A frustrating screen for people with poor internet connections.

 

 

Internet access on most Manitoba farms remains second-rate when compared with what's available in urban centres. Despite improvements over the last number of years, on-farm high-speed connections, where available, are often slower and more expensive relative to internet access in nonrural areas.

Curtis McRae, who farms in the St. Andrews area, says producers are dealing with an information disadvantage.

"There's a huge gap in service. We are so far behind. Anything we do online has to be text based. Anything with a visual aid, such as a picture, you have to download overnight," he says.

McRae, who's the chair of Keystone Agricultural Producers' Rural Development Committee, says the infrastructure that's already in place for internet access at rural hospitals and schools could be used to provide improved internet access to rural landowners.

"Rural people understand the infrastructure required to get high-speed out to us is not just a drop in a bucket, but we know that hospitals and schools are places that require high-speed to better the next generation and to keep the occupants of this province healthy," he says. "Most rural people live within 20 miles of a school or hospital, so we might be able to provide access to 80 percent of the populace."

He says improved internet access would be a public good.

"The government wants to run an internet-based economy. That's the way the world is trading and the way that everybody's doing business," he says. "We can't do things through the same means that every other business does. Our problem is that we're located outside the urban centres, so distance becomes the issue."

"As far as building our economy, anytime a Manitoba farmer can market his or her goods more effectively, more efficiently, it puts more money into our economy and everybody benefits from that," says McRae.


■ Exercise goal: Working through the lines below, return each one that holds "item".
◇ ◇ ◇ ◇ ◇
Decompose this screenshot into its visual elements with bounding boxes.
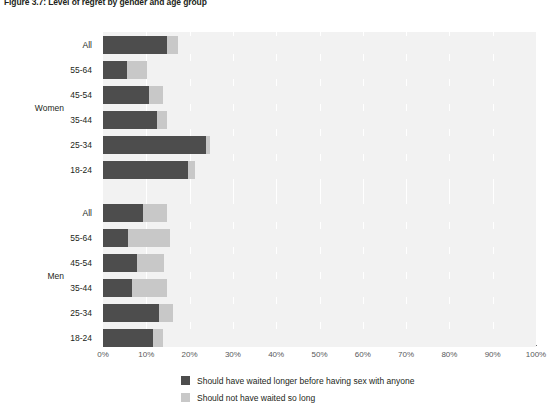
bar-row bbox=[103, 204, 536, 222]
bar-segment-waited-longer bbox=[103, 229, 128, 247]
bar-segment-waited-longer bbox=[103, 279, 132, 297]
bar-segment-not-waited-so-long bbox=[167, 36, 179, 54]
x-axis-tick-100: 100% bbox=[516, 350, 553, 359]
bar-segment-waited-longer bbox=[103, 36, 167, 54]
bar-segment-not-waited-so-long bbox=[127, 61, 147, 79]
category-label-men-25-34: 25-34 bbox=[0, 307, 92, 319]
category-label-women-55-64: 55-64 bbox=[0, 64, 92, 76]
bar-row bbox=[103, 61, 536, 79]
x-axis-tick-60: 60% bbox=[343, 350, 383, 359]
bar-segment-remainder bbox=[147, 61, 536, 79]
bar-row bbox=[103, 254, 536, 272]
category-label-women-35-44: 35-44 bbox=[0, 114, 92, 126]
x-axis-tick-70: 70% bbox=[386, 350, 426, 359]
category-label-men-all: All bbox=[0, 207, 92, 219]
bar-segment-remainder bbox=[178, 36, 536, 54]
bar-segment-remainder bbox=[167, 279, 536, 297]
bar-segment-not-waited-so-long bbox=[149, 86, 163, 104]
bar-segment-not-waited-so-long bbox=[132, 279, 167, 297]
bar-segment-waited-longer bbox=[103, 86, 149, 104]
legend-swatch-not-waited-so-long bbox=[181, 393, 190, 402]
bar-row bbox=[103, 36, 536, 54]
bar-segment-remainder bbox=[163, 329, 536, 347]
bar-row bbox=[103, 111, 536, 129]
bar-segment-not-waited-so-long bbox=[159, 304, 173, 322]
category-label-men-18-24: 18-24 bbox=[0, 332, 92, 344]
bar-segment-waited-longer bbox=[103, 136, 206, 154]
x-axis-tick-20: 20% bbox=[170, 350, 210, 359]
bar-segment-waited-longer bbox=[103, 254, 137, 272]
bar-row bbox=[103, 86, 536, 104]
bar-row bbox=[103, 136, 536, 154]
legend-swatch-waited-longer bbox=[181, 376, 190, 385]
bar-segment-remainder bbox=[163, 86, 536, 104]
bar-segment-waited-longer bbox=[103, 111, 157, 129]
bar-segment-not-waited-so-long bbox=[137, 254, 164, 272]
bar-row bbox=[103, 304, 536, 322]
bar-segment-waited-longer bbox=[103, 61, 127, 79]
bar-segment-remainder bbox=[195, 161, 536, 179]
bar-segment-remainder bbox=[167, 111, 536, 129]
category-label-women-45-54: 45-54 bbox=[0, 89, 92, 101]
bar-segment-remainder bbox=[167, 204, 536, 222]
legend-label: Should not have waited so long bbox=[197, 393, 315, 403]
bar-segment-waited-longer bbox=[103, 161, 188, 179]
x-axis-tick-30: 30% bbox=[213, 350, 253, 359]
bar-segment-remainder bbox=[164, 254, 536, 272]
bar-row bbox=[103, 329, 536, 347]
category-label-men-55-64: 55-64 bbox=[0, 232, 92, 244]
bar-segment-not-waited-so-long bbox=[157, 111, 167, 129]
bar-segment-remainder bbox=[170, 229, 536, 247]
chart-legend: Should have waited longer before having … bbox=[181, 372, 553, 406]
group-label-men: Men bbox=[18, 270, 64, 282]
category-label-men-45-54: 45-54 bbox=[0, 257, 92, 269]
category-label-women-18-24: 18-24 bbox=[0, 164, 92, 176]
bar-segment-not-waited-so-long bbox=[153, 329, 163, 347]
group-label-women: Women bbox=[18, 102, 64, 114]
x-axis-tick-90: 90% bbox=[473, 350, 513, 359]
legend-item[interactable]: Should not have waited so long bbox=[181, 389, 553, 406]
bar-segment-not-waited-so-long bbox=[188, 161, 195, 179]
category-label-women-all: All bbox=[0, 39, 92, 51]
x-axis-tick-10: 10% bbox=[126, 350, 166, 359]
category-label-women-25-34: 25-34 bbox=[0, 139, 92, 151]
bar-row bbox=[103, 279, 536, 297]
bar-segment-remainder bbox=[173, 304, 536, 322]
category-label-men-35-44: 35-44 bbox=[0, 282, 92, 294]
stacked-bar-chart: All55-6445-5435-4425-3418-24WomenAll55-6… bbox=[0, 0, 553, 407]
x-axis-tick-50: 50% bbox=[300, 350, 340, 359]
x-axis-tick-0: 0% bbox=[83, 350, 123, 359]
bar-row bbox=[103, 161, 536, 179]
bar-segment-remainder bbox=[210, 136, 536, 154]
x-axis-tick-40: 40% bbox=[256, 350, 296, 359]
legend-item[interactable]: Should have waited longer before having … bbox=[181, 372, 553, 389]
bar-segment-waited-longer bbox=[103, 304, 159, 322]
x-axis-tick-80: 80% bbox=[429, 350, 469, 359]
gridline-100 bbox=[536, 32, 537, 345]
legend-label: Should have waited longer before having … bbox=[197, 376, 414, 386]
bar-segment-waited-longer bbox=[103, 204, 143, 222]
bar-segment-not-waited-so-long bbox=[143, 204, 167, 222]
bar-row bbox=[103, 229, 536, 247]
bar-segment-not-waited-so-long bbox=[128, 229, 170, 247]
bar-segment-waited-longer bbox=[103, 329, 153, 347]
◇ ◇ ◇ ◇ ◇
■ Your solution:
legend-item[interactable]: Should not have waited so long bbox=[181, 389, 553, 406]
legend-item[interactable]: Should have waited longer before having … bbox=[181, 372, 553, 389]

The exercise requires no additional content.